Indeed, although market mechanisms will never allocate resources to maximise public health, nobody really expects them to. This is why near every developed state in the world has a large state sector with the primary purpose of reallocating resources towards the public good. Put differently, developed states all have highly sophisticated well-funded bureaucracies whose primary responsibility is to correct for the undersupply of education, health and security that would ensue if the invisible hand were left to its own devices. At least part of this reallocation is supposed to go on preparing for and mitigating large-scale disasters, like pandemics.

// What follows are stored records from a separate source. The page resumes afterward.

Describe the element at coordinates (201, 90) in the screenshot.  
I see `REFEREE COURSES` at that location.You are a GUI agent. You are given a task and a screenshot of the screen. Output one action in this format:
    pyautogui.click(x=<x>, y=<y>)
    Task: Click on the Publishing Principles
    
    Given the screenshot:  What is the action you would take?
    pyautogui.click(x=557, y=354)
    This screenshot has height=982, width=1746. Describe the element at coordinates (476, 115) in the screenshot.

Yet, as Corona has illuminated, many governments’ disaster preparations seem myopic at best and negligent at worst. The puzzle then is why, given this is supposed to be a key job of the modern state? One uncomfortable reason stems from the incentives citizens provide to governments seeking to win their votes. Boring, costly and mostly invisible policies – e.g. preparing for a pandemic – satisfy none of the selectorate’s immediate interests. Put simply: The leader who provides a pay rise will – ceterus paribus – defeat the leader who invests in insurance for the rainy day.

However, this answer is still unsatisfactory because all developed states do also spend large sums on one particular type of disaster preparation; one that has enormous opportunity costs for society: Defence Spending. For instance, the UK alone plans to spend more than 200 billion on what several governments have called the “ultimate insurance policy”: Trident nuclear armed submarines. The UK is not an outlier here: As Lilach Gilady has documented in the Price of Prestige, states systematically overspend on difficult, visible, and wasteful defence projects. The flip side of this oversupply of wasteful weaponry is the chronic underfunding less glamorous but potentially life-saving projects such as disaster preparation.

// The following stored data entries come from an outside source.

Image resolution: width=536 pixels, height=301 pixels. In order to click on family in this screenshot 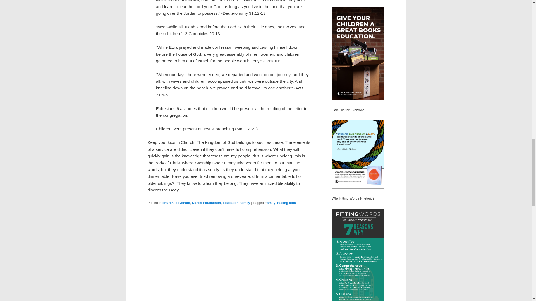, I will do `click(245, 203)`.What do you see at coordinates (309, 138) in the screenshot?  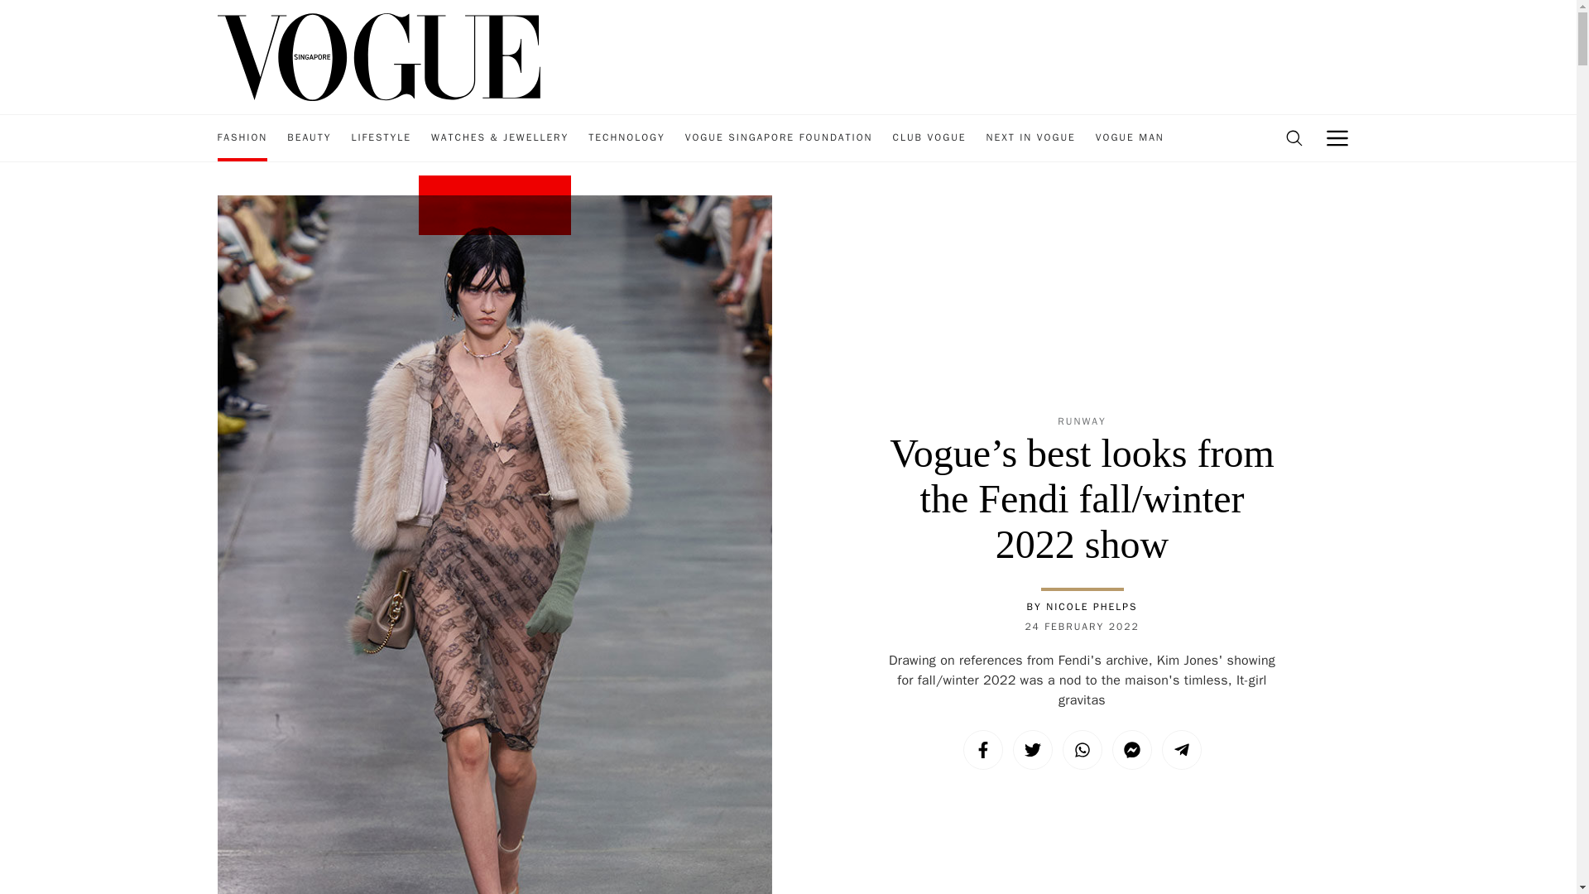 I see `BEAUTY` at bounding box center [309, 138].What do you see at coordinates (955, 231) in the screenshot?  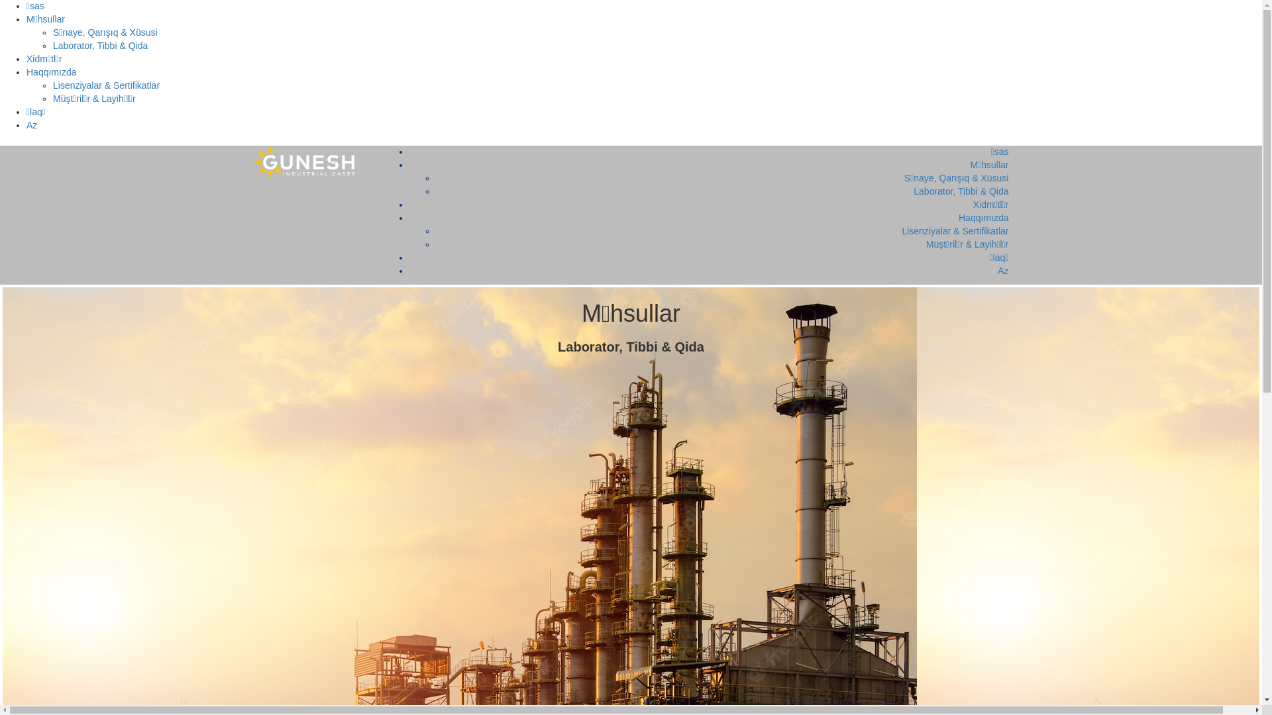 I see `Lisenziyalar & Sertifikatlar` at bounding box center [955, 231].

Yet, one cannot just blame governments. Indeed, Trident is of little use against Corona, nor much else besides committing war-crimes, yet it has long enjoyed popular support amongst the British public. Indeed, it is conventional wisdom that opposing Trident makes a party “unelectable”.  Thus, the penchant of politicians to pat bombs rather than prepare for pandemics is a product of electoral politics. They do it because we reward them. Putting on feminist spectacle, we might say societies attach a – gendered – social value upon war and preparations for war, which crowds out other more “feminized” measures to protect the population.

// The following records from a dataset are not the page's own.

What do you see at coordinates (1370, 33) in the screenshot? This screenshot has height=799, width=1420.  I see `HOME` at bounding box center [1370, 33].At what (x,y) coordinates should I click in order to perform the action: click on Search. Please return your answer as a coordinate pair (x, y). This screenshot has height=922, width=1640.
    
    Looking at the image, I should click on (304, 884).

Bound up with the politics that privileges Trident over ventilators is a highly institutionalized and pathological, “national security” discourse. As critical security scholars have long pointed out, conventional notions of national security have long prioritized state-security over “human security”. In the context of national security institutions, this implies it is often easier to “securitize” threats to the state rather than threats to individual humans or the environment. Thus, similar to how electoral politics rewards the immediate and the visible over the latent and invisible, national security priorities of many countries reflect a historically sedimented emphasis on human-collective enemies rather than the arguably more serious threat of viruses, or for that matter, climate breakdown.

Post-Corona

These incentive structures that push our politics to prioritize the visible over the invisible, the immediate over the latent, and the human over the non-human, are deeply embedded within many “developed” countries politics. The question is whether much can be done about this. Assuming that international society does not collapse under corona, then the widespread distress, shock and suffering that the virus will leave in its wake should open a window of opportunity for radical readjustment; a critical juncture if you will. Where electoral politics has hitherto led to underinvestment in disaster preparation, hopefully the aftermath of corona will produce the political will to forge cross-party alliances to make preparation a priority, while at the same time depoliticizing its cost. Unfortunately, that would still leave climate change and the ongoing destruction of biodiversity to fix before the apocalypse can be reversed.